By coincidence, both Windows and Linux have a utility called find. But they do completely different things. Your question was originally poorly received here because nobody imagined that you expected a command called find to search the contents of a file. The Unix find utility searches for files based on their metadata: name, location, modification time, etc. It doesn't look at the file contents.

The Unix command to search file contents is grep. Its main focus is to search inside files, but modern versions of grep can be instructed to automatically traverse directories and search inside all the files in them. To look for files containing the string idle in the current directory:

grep idle *

The * character is a wildcard pattern which is expanded by the shell to the list of files in the current directory. This is one of a very few things that works mostly (but not exactly) the same in Windows. Lose the habit of writing *.*: that excludes files whose name contains a . (unlike Windows where there's special magic for this pattern for historical reasons). * does exclude dot files but that's a story for another time. This command doesn't search files in subdirectories; to do that:

grep -r idle .

Here we don't rely on the shell to list files, since grep will do it on its own.

If you want to look for files on your whole system, you can use

grep -r idle /

but this will search through many system files, so you probably don't want this. See sourcejedi's very good answer on this topic.

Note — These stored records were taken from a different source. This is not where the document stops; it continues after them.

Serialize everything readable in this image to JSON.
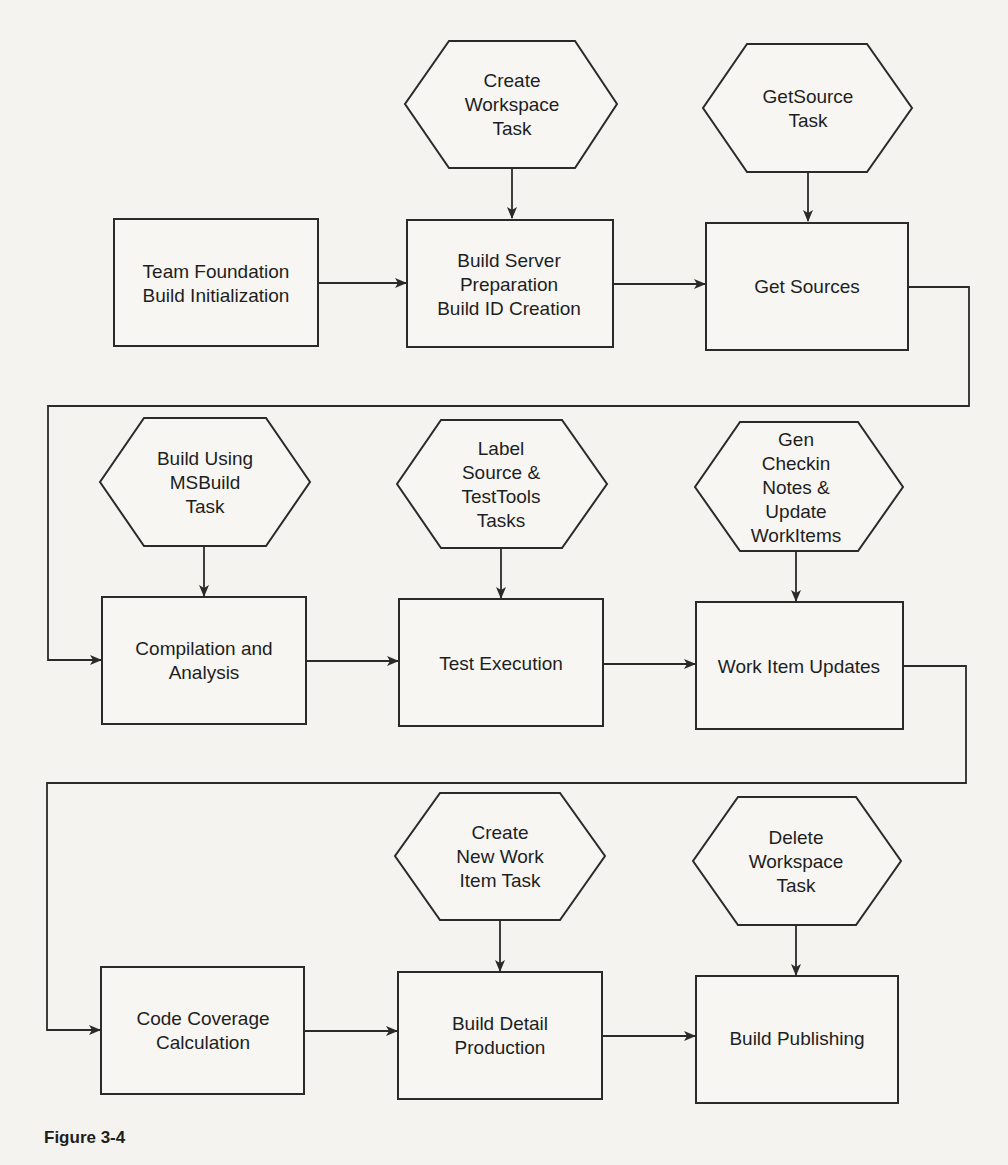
{
  "figure": {
    "caption": "Figure 3-4"
  },
  "nodes": {
    "create_workspace_task": {
      "type": "task",
      "lines": [
        "Create",
        "Workspace",
        "Task"
      ]
    },
    "getsource_task": {
      "type": "task",
      "lines": [
        "GetSource",
        "Task"
      ]
    },
    "team_foundation_build_init": {
      "type": "step",
      "lines": [
        "Team Foundation",
        "Build Initialization"
      ]
    },
    "build_server_prep": {
      "type": "step",
      "lines": [
        "Build Server",
        "Preparation",
        "Build ID Creation"
      ]
    },
    "get_sources": {
      "type": "step",
      "lines": [
        "Get Sources"
      ]
    },
    "build_using_msbuild_task": {
      "type": "task",
      "lines": [
        "Build Using",
        "MSBuild",
        "Task"
      ]
    },
    "label_source_testtools_tasks": {
      "type": "task",
      "lines": [
        "Label",
        "Source &",
        "TestTools",
        "Tasks"
      ]
    },
    "gen_checkin_notes_task": {
      "type": "task",
      "lines": [
        "Gen",
        "Checkin",
        "Notes &",
        "Update",
        "WorkItems"
      ]
    },
    "compilation_and_analysis": {
      "type": "step",
      "lines": [
        "Compilation and",
        "Analysis"
      ]
    },
    "test_execution": {
      "type": "step",
      "lines": [
        "Test Execution"
      ]
    },
    "work_item_updates": {
      "type": "step",
      "lines": [
        "Work Item Updates"
      ]
    },
    "create_new_work_item_task": {
      "type": "task",
      "lines": [
        "Create",
        "New Work",
        "Item Task"
      ]
    },
    "delete_workspace_task": {
      "type": "task",
      "lines": [
        "Delete",
        "Workspace",
        "Task"
      ]
    },
    "code_coverage_calculation": {
      "type": "step",
      "lines": [
        "Code Coverage",
        "Calculation"
      ]
    },
    "build_detail_production": {
      "type": "step",
      "lines": [
        "Build Detail",
        "Production"
      ]
    },
    "build_publishing": {
      "type": "step",
      "lines": [
        "Build Publishing"
      ]
    }
  },
  "edges": [
    {
      "from": "create_workspace_task",
      "to": "build_server_prep"
    },
    {
      "from": "getsource_task",
      "to": "get_sources"
    },
    {
      "from": "team_foundation_build_init",
      "to": "build_server_prep"
    },
    {
      "from": "build_server_prep",
      "to": "get_sources"
    },
    {
      "from": "get_sources",
      "to": "compilation_and_analysis"
    },
    {
      "from": "build_using_msbuild_task",
      "to": "compilation_and_analysis"
    },
    {
      "from": "label_source_testtools_tasks",
      "to": "test_execution"
    },
    {
      "from": "gen_checkin_notes_task",
      "to": "work_item_updates"
    },
    {
      "from": "compilation_and_analysis",
      "to": "test_execution"
    },
    {
      "from": "test_execution",
      "to": "work_item_updates"
    },
    {
      "from": "work_item_updates",
      "to": "code_coverage_calculation"
    },
    {
      "from": "create_new_work_item_task",
      "to": "build_detail_production"
    },
    {
      "from": "delete_workspace_task",
      "to": "build_publishing"
    },
    {
      "from": "code_coverage_calculation",
      "to": "build_detail_production"
    },
    {
      "from": "build_detail_production",
      "to": "build_publishing"
    }
  ]
}
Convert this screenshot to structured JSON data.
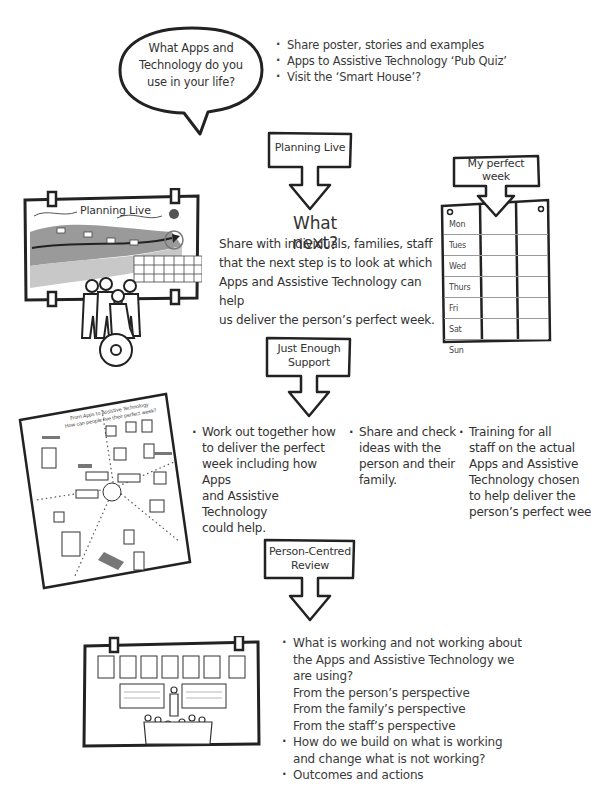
{
  "top": {
    "speech_bubble": {
      "lines": [
        "What Apps and",
        "Technology do you",
        "use in your life?"
      ]
    },
    "bullets": [
      "Share poster, stories and examples",
      "Apps to Assistive Technology ‘Pub Quiz’",
      "Visit the ‘Smart House’?"
    ]
  },
  "steps": [
    {
      "label_lines": [
        "Planning Live"
      ]
    },
    {
      "label_lines": [
        "Just Enough",
        "Support"
      ]
    },
    {
      "label_lines": [
        "Person-Centred",
        "Review"
      ]
    }
  ],
  "planning_live": {
    "illustration_title": "Planning Live",
    "what_next_title": "What next?",
    "what_next_lines": [
      "Share with individuals, families, staff",
      "that the next step is to look at which",
      "Apps and Assistive Technology can help",
      "us deliver the person’s perfect week."
    ]
  },
  "perfect_week": {
    "title_lines": [
      "My perfect",
      "week"
    ],
    "days": [
      "Mon",
      "Tues",
      "Wed",
      "Thurs",
      "Fri",
      "Sat",
      "Sun"
    ]
  },
  "just_enough_support": {
    "columns": [
      {
        "lines": [
          "Work out together how",
          "to deliver the perfect",
          "week including how Apps",
          "and Assistive Technology",
          "could help."
        ]
      },
      {
        "lines": [
          "Share and check",
          "ideas with the",
          "person and their",
          "family."
        ]
      },
      {
        "lines": [
          "Training for all",
          "staff on the actual",
          "Apps and Assistive",
          "Technology chosen",
          "to help deliver the",
          "person’s perfect week."
        ]
      }
    ],
    "poster_title_lines": [
      "From Apps to Assistive Technology",
      "How can people live their perfect week?"
    ]
  },
  "review": {
    "items": [
      {
        "type": "bullet",
        "lines": [
          "What is working and not working about",
          "the Apps and Assistive Technology we",
          "are using?"
        ]
      },
      {
        "type": "plain",
        "lines": [
          "From the person’s perspective"
        ]
      },
      {
        "type": "plain",
        "lines": [
          "From the family’s perspective"
        ]
      },
      {
        "type": "plain",
        "lines": [
          "From the staff’s perspective"
        ]
      },
      {
        "type": "bullet",
        "lines": [
          "How do we build on what is working",
          "and change what is not working?"
        ]
      },
      {
        "type": "bullet",
        "lines": [
          "Outcomes and actions"
        ]
      }
    ]
  },
  "colors": {
    "ink": "#222222",
    "text": "#333333",
    "grey_band": "#9a9a9a",
    "light_band": "#c8c8c8",
    "paper": "#ffffff"
  }
}
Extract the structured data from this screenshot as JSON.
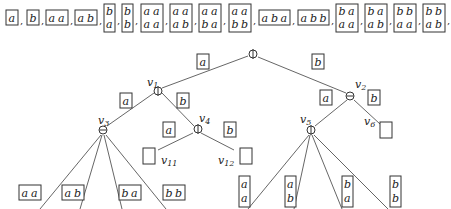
{
  "sequence": {
    "items": [
      {
        "rows": [
          [
            "a"
          ]
        ]
      },
      {
        "rows": [
          [
            "b"
          ]
        ]
      },
      {
        "rows": [
          [
            "a",
            "a"
          ]
        ]
      },
      {
        "rows": [
          [
            "a",
            "b"
          ]
        ]
      },
      {
        "rows": [
          [
            "b"
          ],
          [
            "a"
          ]
        ]
      },
      {
        "rows": [
          [
            "b"
          ],
          [
            "b"
          ]
        ]
      },
      {
        "rows": [
          [
            "a",
            "a"
          ],
          [
            "a",
            "a"
          ]
        ]
      },
      {
        "rows": [
          [
            "a",
            "a"
          ],
          [
            "a",
            "b"
          ]
        ]
      },
      {
        "rows": [
          [
            "a",
            "a"
          ],
          [
            "b",
            "a"
          ]
        ]
      },
      {
        "rows": [
          [
            "a",
            "a"
          ],
          [
            "b",
            "b"
          ]
        ]
      },
      {
        "rows": [
          [
            "a",
            "b",
            "a"
          ]
        ]
      },
      {
        "rows": [
          [
            "a",
            "b",
            "b"
          ]
        ]
      },
      {
        "rows": [
          [
            "b",
            "a"
          ],
          [
            "a",
            "a"
          ]
        ]
      },
      {
        "rows": [
          [
            "b",
            "a"
          ],
          [
            "a",
            "b"
          ]
        ]
      },
      {
        "rows": [
          [
            "b",
            "b"
          ],
          [
            "a",
            "a"
          ]
        ]
      },
      {
        "rows": [
          [
            "b",
            "b"
          ],
          [
            "a",
            "b"
          ]
        ]
      }
    ],
    "separator": ","
  },
  "tree": {
    "nodes": {
      "root": {
        "label": "",
        "op": "oplus"
      },
      "v1": {
        "label": "v1",
        "sub": "1",
        "op": "oplus"
      },
      "v2": {
        "label": "v2",
        "sub": "2",
        "op": "ominus"
      },
      "v3": {
        "label": "v3",
        "sub": "3",
        "op": "ominus"
      },
      "v4": {
        "label": "v4",
        "sub": "4",
        "op": "oplus"
      },
      "v5": {
        "label": "v5",
        "sub": "5",
        "op": "oplus"
      },
      "v6": {
        "label": "v6",
        "sub": "6",
        "op": "empty"
      },
      "v11": {
        "label": "v11",
        "sub": "11",
        "op": "empty"
      },
      "v12": {
        "label": "v12",
        "sub": "12",
        "op": "empty"
      }
    },
    "edge_labels": {
      "root_v1": "a",
      "root_v2": "b",
      "v1_v3": "a",
      "v1_v4": "b",
      "v2_v5": "a",
      "v2_v6": "b",
      "v4_v11": "a",
      "v4_v12": "b"
    },
    "v3_children": [
      {
        "rows": [
          [
            "a",
            "a"
          ]
        ]
      },
      {
        "rows": [
          [
            "a",
            "b"
          ]
        ]
      },
      {
        "rows": [
          [
            "b",
            "a"
          ]
        ]
      },
      {
        "rows": [
          [
            "b",
            "b"
          ]
        ]
      }
    ],
    "v5_children": [
      {
        "rows": [
          [
            "a"
          ],
          [
            "a"
          ]
        ]
      },
      {
        "rows": [
          [
            "a"
          ],
          [
            "b"
          ]
        ]
      },
      {
        "rows": [
          [
            "b"
          ],
          [
            "a"
          ]
        ]
      },
      {
        "rows": [
          [
            "b"
          ],
          [
            "b"
          ]
        ]
      }
    ]
  }
}
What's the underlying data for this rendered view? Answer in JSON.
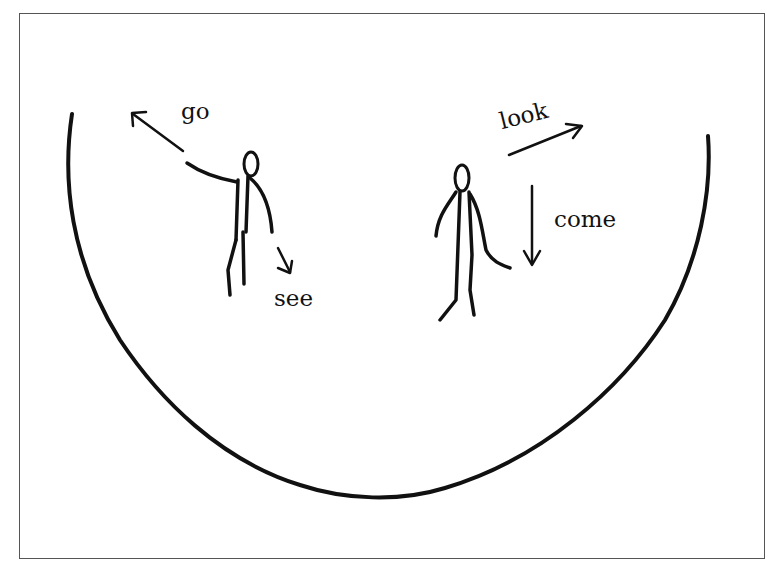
{
  "labels": {
    "go": "go",
    "see": "see",
    "look": "look",
    "come": "come"
  },
  "colors": {
    "ink": "#111111",
    "frame": "#555555"
  }
}
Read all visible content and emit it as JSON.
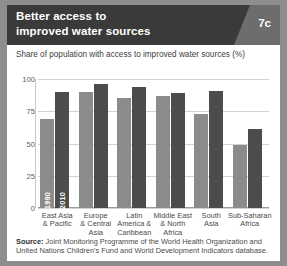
{
  "header": {
    "title_line1": "Better access to",
    "title_line2": "improved water sources",
    "badge": "7c",
    "bg_color": "#3a3a3a",
    "wedge_color": "#6d6d6d"
  },
  "subtitle": "Share of population with access to improved water sources (%)",
  "source": {
    "label": "Source:",
    "text": "Joint Monitoring Programme of the World Health Organization and United Nations Children's Fund and World Development Indicators database."
  },
  "chart_data": {
    "type": "bar",
    "title": "Better access to improved water sources",
    "subtitle": "Share of population with access to improved water sources (%)",
    "xlabel": "",
    "ylabel": "",
    "ylim": [
      0,
      100
    ],
    "yticks": [
      0,
      25,
      50,
      75,
      100
    ],
    "ytick_labels": [
      "0",
      "25",
      "50",
      "75",
      "100"
    ],
    "grid": true,
    "legend_position": "in-bar-rotated-labels",
    "categories": [
      "East Asia & Pacific",
      "Europe & Central Asia",
      "Latin America & Caribbean",
      "Middle East & North Africa",
      "South Asia",
      "Sub-Saharan Africa"
    ],
    "category_lines": [
      [
        "East Asia",
        "& Pacific"
      ],
      [
        "Europe",
        "& Central",
        "Asia"
      ],
      [
        "Latin",
        "America &",
        "Caribbean"
      ],
      [
        "Middle East",
        "& North",
        "Africa"
      ],
      [
        "South",
        "Asia"
      ],
      [
        "Sub-Saharan",
        "Africa"
      ]
    ],
    "series": [
      {
        "name": "1990",
        "color": "#8b8b8b",
        "values": [
          69,
          90,
          85,
          87,
          73,
          49
        ]
      },
      {
        "name": "2010",
        "color": "#4c4c4c",
        "values": [
          90,
          96,
          94,
          89,
          91,
          61
        ]
      }
    ],
    "annotations": [
      {
        "text": "1990",
        "on": "first-group-light-bar"
      },
      {
        "text": "2010",
        "on": "first-group-dark-bar"
      }
    ]
  }
}
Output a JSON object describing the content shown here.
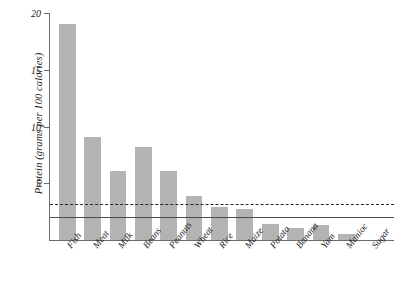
{
  "chart_data": {
    "type": "bar",
    "title": "",
    "xlabel": "",
    "ylabel": "Protein (grams per 100 calories)",
    "ylim": [
      0,
      20
    ],
    "yticks": [
      5,
      10,
      15,
      20
    ],
    "ytick_labels": [
      "5",
      "10",
      "15",
      "20"
    ],
    "grid": false,
    "legend": "none",
    "bar_color": "#b3b3b3",
    "categories": [
      "Fish",
      "Meat",
      "Milk",
      "Beans",
      "Peanuts",
      "Wheat",
      "Rice",
      "Maize",
      "Potato",
      "Banana",
      "Yam",
      "Manioc",
      "Sugar"
    ],
    "values": [
      19.0,
      9.1,
      6.1,
      8.2,
      6.1,
      3.9,
      2.9,
      2.7,
      1.4,
      1.1,
      1.3,
      0.5,
      0.0
    ],
    "annotations": [
      {
        "name": "upper-reference-line",
        "type": "hline",
        "style": "dashed",
        "value": 3.2,
        "color": "#262626"
      },
      {
        "name": "lower-reference-line",
        "type": "hline",
        "style": "solid",
        "value": 2.0,
        "color": "#4d4d4d"
      }
    ]
  }
}
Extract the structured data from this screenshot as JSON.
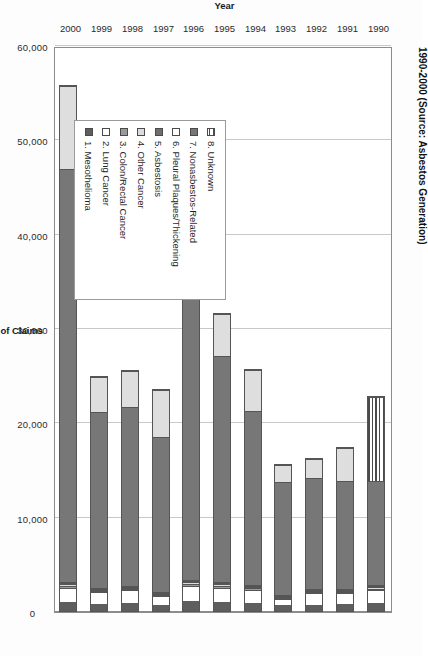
{
  "chart_data": {
    "type": "bar",
    "title": "1990-2000 (Source: Asbestos Generation)",
    "xlabel": "Year",
    "ylabel": "Number of Claims",
    "orientation": "vertical-stacked-rendered-sideways",
    "stacked": true,
    "grid": true,
    "legend_position": "inside-lower-left",
    "ylim": [
      0,
      60000
    ],
    "yticks": [
      "0",
      "10,000",
      "20,000",
      "30,000",
      "40,000",
      "50,000",
      "60,000"
    ],
    "ytick_values": [
      0,
      10000,
      20000,
      30000,
      40000,
      50000,
      60000
    ],
    "categories": [
      "1990",
      "1991",
      "1992",
      "1993",
      "1994",
      "1995",
      "1996",
      "1997",
      "1998",
      "1999",
      "2000"
    ],
    "series": [
      {
        "name": "1. Mesothelioma",
        "key": "meso",
        "color": "#5e5e5e",
        "values": [
          900,
          800,
          700,
          600,
          900,
          1000,
          1100,
          700,
          900,
          800,
          1000
        ]
      },
      {
        "name": "2. Lung Cancer",
        "key": "lung",
        "color": "#ffffff",
        "values": [
          1300,
          1100,
          1200,
          700,
          1400,
          1500,
          1600,
          900,
          1300,
          1200,
          1500
        ]
      },
      {
        "name": "3. Colon/Rectal Cancer",
        "key": "colon",
        "color": "#9a9a9a",
        "values": [
          200,
          150,
          150,
          100,
          150,
          200,
          200,
          100,
          150,
          150,
          200
        ]
      },
      {
        "name": "4. Other Cancer",
        "key": "other",
        "color": "#dcdcdc",
        "values": [
          150,
          120,
          120,
          80,
          120,
          150,
          150,
          80,
          120,
          120,
          150
        ]
      },
      {
        "name": "5. Asbestosis",
        "key": "asbestosis",
        "color": "#6e6e6e",
        "values": [
          100,
          80,
          80,
          60,
          80,
          100,
          100,
          60,
          80,
          80,
          100
        ]
      },
      {
        "name": "6. Pleural Plaques/Thickening",
        "key": "pleural",
        "color": "#ffffff",
        "values": [
          100,
          80,
          80,
          60,
          80,
          100,
          100,
          60,
          80,
          80,
          100
        ]
      },
      {
        "name": "7. Nonasbestos-Related",
        "key": "nonasb",
        "color": "#777777",
        "values": [
          11200,
          11600,
          11900,
          12300,
          18600,
          24200,
          44800,
          16700,
          19200,
          18800,
          44000
        ]
      },
      {
        "name": "8. Unknown",
        "key": "unknown",
        "color": "#dedede",
        "values": [
          9000,
          3600,
          2100,
          1800,
          4400,
          4500,
          2000,
          5000,
          3800,
          3800,
          8800
        ]
      }
    ],
    "totals": [
      23000,
      17500,
      16300,
      15700,
      25700,
      31800,
      50100,
      23600,
      25600,
      25000,
      55800
    ],
    "notes": {
      "1990_unknown_pattern": "horizontal-hatch"
    }
  },
  "legend": {
    "items": [
      {
        "label": "8. Unknown",
        "swatch": "unknown-hatch"
      },
      {
        "label": "7. Nonasbestos-Related",
        "swatch": "nonasb"
      },
      {
        "label": "6. Pleural Plaques/Thickening",
        "swatch": "pleural"
      },
      {
        "label": "5. Asbestosis",
        "swatch": "asbestosis"
      },
      {
        "label": "4. Other Cancer",
        "swatch": "other"
      },
      {
        "label": "3. Colon/Rectal Cancer",
        "swatch": "colon"
      },
      {
        "label": "2. Lung Cancer",
        "swatch": "lung"
      },
      {
        "label": "1. Mesothelioma",
        "swatch": "meso"
      }
    ]
  },
  "axes": {
    "y_label": "Number of Claims",
    "x_label": "Year"
  }
}
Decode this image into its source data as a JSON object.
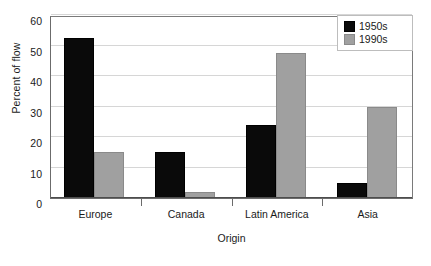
{
  "chart_data": {
    "type": "bar",
    "title": "",
    "xlabel": "Origin",
    "ylabel": "Percent of flow",
    "categories": [
      "Europe",
      "Canada",
      "Latin America",
      "Asia"
    ],
    "series": [
      {
        "name": "1950s",
        "color": "#0a0a0a",
        "values": [
          52.5,
          15,
          24,
          5
        ]
      },
      {
        "name": "1990s",
        "color": "#a0a0a0",
        "values": [
          15,
          2,
          47.5,
          30
        ]
      }
    ],
    "ylim": [
      0,
      60
    ],
    "yticks": [
      0,
      10,
      20,
      30,
      40,
      50,
      60
    ],
    "ytick_labels": [
      "0",
      "10",
      "20",
      "30",
      "40",
      "50",
      "60"
    ],
    "grid": true,
    "legend_position": "top-right",
    "legend_entries": [
      "1950s",
      "1990s"
    ]
  }
}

If you want to search only for the word “idle”, and not when it's a substring of a word such as “idled” or “sidle”, pass the -w option to grep:

grep -w idle *

If you want to search for “idle” in any case (Idle, IDLE, iDle, …), pass -i:

grep -i idle *

In general, if you're looking for a command to do something, a web search is your best friend. There are ways to search the documentation of a command on your system, but they're typically less effective: you already have to have some idea of what you're looking for. Once you do know the command name, you can look up its documentation with the man command, for example man grep or man find. I recommend reading How do I use man pages to learn how to use commands?. Man pages are often dry summaries that assume that you broadly know what you're doing but have forgotten the details, so don't hesitate to consult other resources.